On May 17,1826 with Lucy’s moral and monetary support, Audubon sailed from New Orleans aboard the cotton schooner, Delos, bound for Liverpool, England to begin work to publish his paintings. In less than a week, he was invited to exhibit his drawings at the Royal Institution and proclaimed a great American genius.

In November of 1826, William Home Lizars of Edinburgh begins to engrave Plate #1 “The Wild Turkey” of Audubon’s immortal work The Birds of America. In May 1827, Robert Havell, Jr. of London takes over the printing after Lizar’s hand-colorists strike.

The great work will take eleven years to produce 435 life-size plates printed on the largest paper available, Double-Elephant. It will be financed by subscribers who receive a sequence of parts containing 5 prints (1 large bird, 2 medium, 3 smaller birds making up each part), to be paid upon receipt. The entire work totaled 87 parts costing $1,050 U.S., a fantastic sum in the 1830’s.

During this period, Audubon must constantly acquire new subscribers to make up for those that quit, monitor the printing and coloring, insure timely shipments and collect payments. The payment for each part will finance the production of the next five prints.

Audubon must return to America in 1827, 1831 and 1836 to paint more birds to fulfill his goal of illustrating all the known American birds. During his 1831 trip to America, he formed one of his most important and lasting friendships when he was introduced to the Reverend John Bachman, the 41-year-old pastor of St. John’s Lutheran Church of Charleston, SC. Audubon moved into Bachman’s large home on Pinckney Street and Bachman helped Audubon locate new species of birds to paint and subscribers to the growing work. June 20, 1838, the 87th 5 print part of The Birds of America is published, concluding the great work after an arduous twelve years.

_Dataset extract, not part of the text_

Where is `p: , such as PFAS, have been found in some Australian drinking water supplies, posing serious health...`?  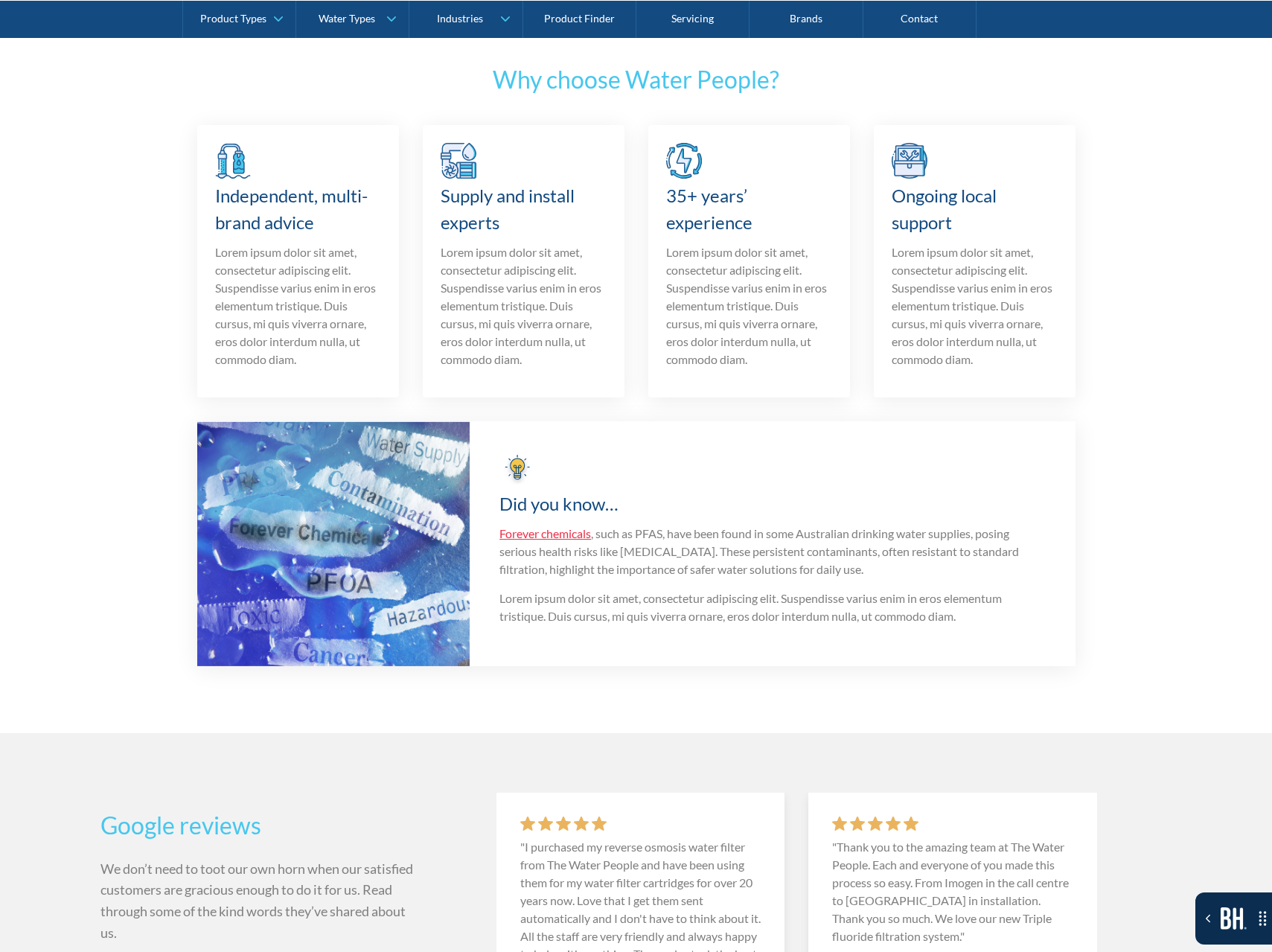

Audubon and his family continue to work producing a small copy of the Double-Elephant Folio created with the use of a technical device called the camera lucida. Called the Royal Octavo Edition, and more affordable to Americans at $100US these hand-colored lithographs were first published from 1840-1844.

Audubon collaborated again with his old friend, John Bachman, the American expert on mammals, to produce Folio and Octavo works called the Viviparous Quadrupeds of North America. The Reverend Bachman’s daughters Maria and Eliza married Audubon’s two sons.

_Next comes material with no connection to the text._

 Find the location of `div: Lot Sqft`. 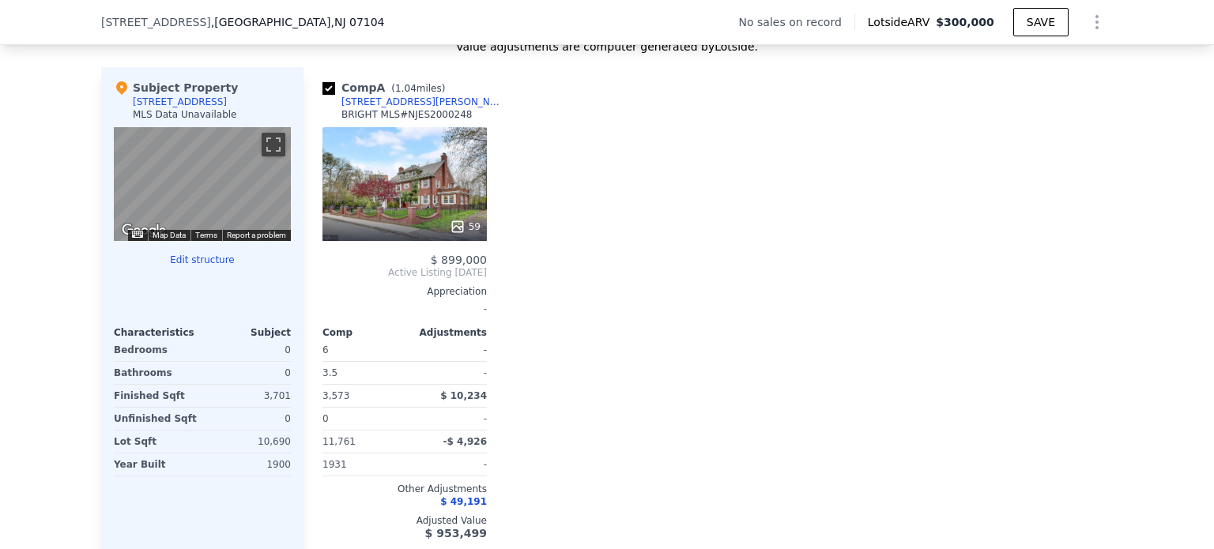

div: Lot Sqft is located at coordinates (156, 442).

The Octavo works became bestsellers, with the United States government purchasing copies to be given to visiting international dignitaries. Georges Cuvier, a 19-century leader of European science, characterized Audubon’s great achievement as “the most magnificent monument which has yet been erected to Ornithology.” And so it is considered to this day.